Hello,
This week, Storm Leonardo pounded the Iberian Peninsula with deadly torrential rains, prompting more flood warnings as another storm, Marta, is expected to hit the region over the weekend.
Leonardo is the latest in a wave of half a dozen winter storms to hit Portugal and Spain since the start of 2026, killing several people, ripping roofs off homes and flooding towns.
Authorities in southern Spain have evacuated residential areas, fearing a major river could overflow and warned of landslides caused by bursting aquifers on Friday after Leonardo’s heavy rainfall.
Spain’s state weather agency AEMET warned that Marta would hit the peninsula on Saturday, bringing more rainfall.
Several residential areas near the Guadalquivir riverbed in Cordoba province were evacuated overnight due to the dramatic rise in water levels.
Also evacuated were the approximately 1,500 residents of Grazalema, a mountain village popular with hikers, as water seeped through the walls of houses and cascaded along steep cobbled streets.
In Portugal's second-biggest city Porto, the River Douro overflowed in the early hours on Friday, causing minor flooding at riverside cafe terraces. In the country's south, large parts of the town of Alcacer do Sal by the River Sado remained semi-submerged for a third day.
More than 7,000 people have been forced to leave their homes in the Andalusia region so far amid a "storm train".
Flooding is becoming more frequent across Europe as the atmosphere warms and holds more moisture due to climate change, scientists say. Unprecedented flash floods killed 237 people in Spain's Valencia region in October 2024.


* Problem: For the word "medium", tally the lines of the data that contain it and give the tally alone.

Saved entries
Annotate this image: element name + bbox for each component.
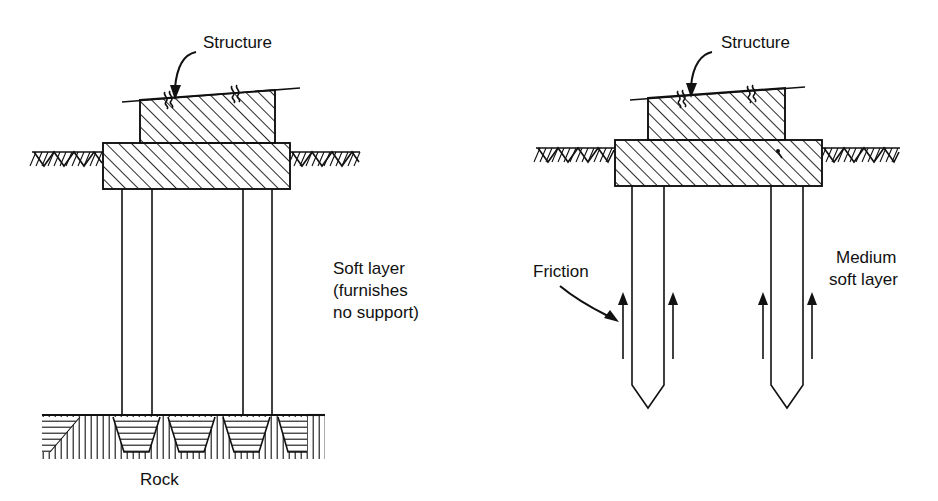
left-pile-cap-footing bbox=[103, 143, 290, 189]
right-pile-cap-footing bbox=[615, 140, 822, 186]
left-soft-layer-label-line1: Soft layer bbox=[333, 259, 405, 278]
rock-vertical-hatch-band-right bbox=[307, 415, 325, 459]
left-soft-layer-label-line2: (furnishes bbox=[333, 281, 408, 300]
left-soft-layer-label-line3: no support) bbox=[333, 303, 419, 322]
right-medium-soft-layer-line1: Medium bbox=[836, 248, 896, 267]
left-rock-label: Rock bbox=[140, 470, 179, 489]
right-footing-dot bbox=[776, 149, 780, 153]
diagram-canvas: Structure Soft layer (furnishes no suppo… bbox=[0, 0, 938, 501]
left-rock-stratum bbox=[42, 415, 325, 459]
right-structure-label: Structure bbox=[721, 33, 790, 52]
left-superstructure-block bbox=[140, 90, 275, 143]
figure-root: Structure Soft layer (furnishes no suppo… bbox=[0, 0, 938, 501]
right-superstructure-block bbox=[648, 88, 785, 140]
friction-label: Friction bbox=[533, 262, 589, 281]
right-medium-soft-layer-line2: soft layer bbox=[829, 270, 898, 289]
left-structure-label: Structure bbox=[203, 33, 272, 52]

* Solution to this exercise: 2